“The definition of mastery is knowing how to disguise your mistakes.”
Another day, another puzzle. The drawer in this cabinet will not stay in the rails. The width is off by a full 1/2″, which makes me wonder how anyone used it at all in the past.
A closer inspection reveals that the center support, to which the drawer rails are screwed, has come undone from the underside of the counter top, and has dropped half an inch. The 15 gauge brads that were used, coiled into uselessness upon impact, making me wonder how this held together, ever, at all.
The primary difference between a puzzle and a mystery is that a puzzle is something that awaits a part in order to be complete, whereas a mystery has an unknown number of working components and forces, and might never be solved.
This cabinet is a mystery. How to repair it is not.
This is a pipe clamp. It is a fixture you can buy at a hardware store that screws on to ordinary black pipe, and enables you to apply pressure (by using the thumbscrew) to whatever you are building. While glue dries, or while you pre-drill screw holes, for instance.
The red arrows show the direction of force when the screw is tightened. (Click on the images to see them full size.)
By taking the clamp pieces off and reversing them, you can reverse the direction of force, so the clamp pushes things apart instead of holding them together.
In this application, it was just what the doctor ordered to lift and support the center strut while I drilled and screwed two steel support brackets into place.
I put the clamp against the bottom shelf and aligned the thumbscrew with the workpiece and turned the thumbscrew until the center strut was lifted back home.
It also helps to have an angle attachment for my drill, so I did not need to “angle in” to the workpiece because the drill would not fit into the space where the drawer normally goes.
Lastly, the brackets are in place, and the cabinet is saved, and Camille is happy… for now.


**Your task:**
From the records below, copy the lines that include "chloroplast".
Recorded data: Begin
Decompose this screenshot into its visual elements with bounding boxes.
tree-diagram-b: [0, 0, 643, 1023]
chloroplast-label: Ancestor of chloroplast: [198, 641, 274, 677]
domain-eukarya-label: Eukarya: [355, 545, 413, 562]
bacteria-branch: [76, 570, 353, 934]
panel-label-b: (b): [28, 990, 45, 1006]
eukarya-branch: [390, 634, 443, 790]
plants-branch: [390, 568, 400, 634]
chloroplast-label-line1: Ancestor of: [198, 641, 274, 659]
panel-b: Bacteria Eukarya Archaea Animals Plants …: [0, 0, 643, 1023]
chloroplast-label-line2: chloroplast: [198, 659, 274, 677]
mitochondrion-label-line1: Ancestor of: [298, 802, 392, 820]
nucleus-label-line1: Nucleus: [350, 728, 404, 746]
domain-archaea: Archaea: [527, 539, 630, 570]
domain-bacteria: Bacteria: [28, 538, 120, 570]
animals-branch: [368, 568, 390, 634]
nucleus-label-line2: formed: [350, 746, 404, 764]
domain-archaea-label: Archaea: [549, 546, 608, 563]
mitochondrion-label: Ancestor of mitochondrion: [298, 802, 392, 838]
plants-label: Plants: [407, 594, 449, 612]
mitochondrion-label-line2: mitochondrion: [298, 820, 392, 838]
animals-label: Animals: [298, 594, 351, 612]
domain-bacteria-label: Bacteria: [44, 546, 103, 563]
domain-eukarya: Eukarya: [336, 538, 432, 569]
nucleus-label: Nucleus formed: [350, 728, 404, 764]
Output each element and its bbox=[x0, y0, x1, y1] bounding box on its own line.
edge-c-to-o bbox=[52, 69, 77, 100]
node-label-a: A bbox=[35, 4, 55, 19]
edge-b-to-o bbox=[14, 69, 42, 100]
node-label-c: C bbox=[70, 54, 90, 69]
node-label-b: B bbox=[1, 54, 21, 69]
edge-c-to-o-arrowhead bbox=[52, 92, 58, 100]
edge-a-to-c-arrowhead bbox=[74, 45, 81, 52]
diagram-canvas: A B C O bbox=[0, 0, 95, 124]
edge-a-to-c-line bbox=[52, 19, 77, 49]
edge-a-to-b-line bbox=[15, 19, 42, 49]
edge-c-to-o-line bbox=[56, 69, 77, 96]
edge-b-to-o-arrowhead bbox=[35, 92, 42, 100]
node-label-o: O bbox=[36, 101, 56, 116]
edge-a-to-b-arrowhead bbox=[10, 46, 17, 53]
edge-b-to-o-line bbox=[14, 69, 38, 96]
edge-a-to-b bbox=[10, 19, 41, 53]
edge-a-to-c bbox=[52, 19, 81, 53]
Recorded data: End
**Response below:**
chloroplast-label: Ancestor of chloroplast: [198, 641, 274, 677]
chloroplast-label-line1: Ancestor of: [198, 641, 274, 659]
chloroplast-label-line2: chloroplast: [198, 659, 274, 677]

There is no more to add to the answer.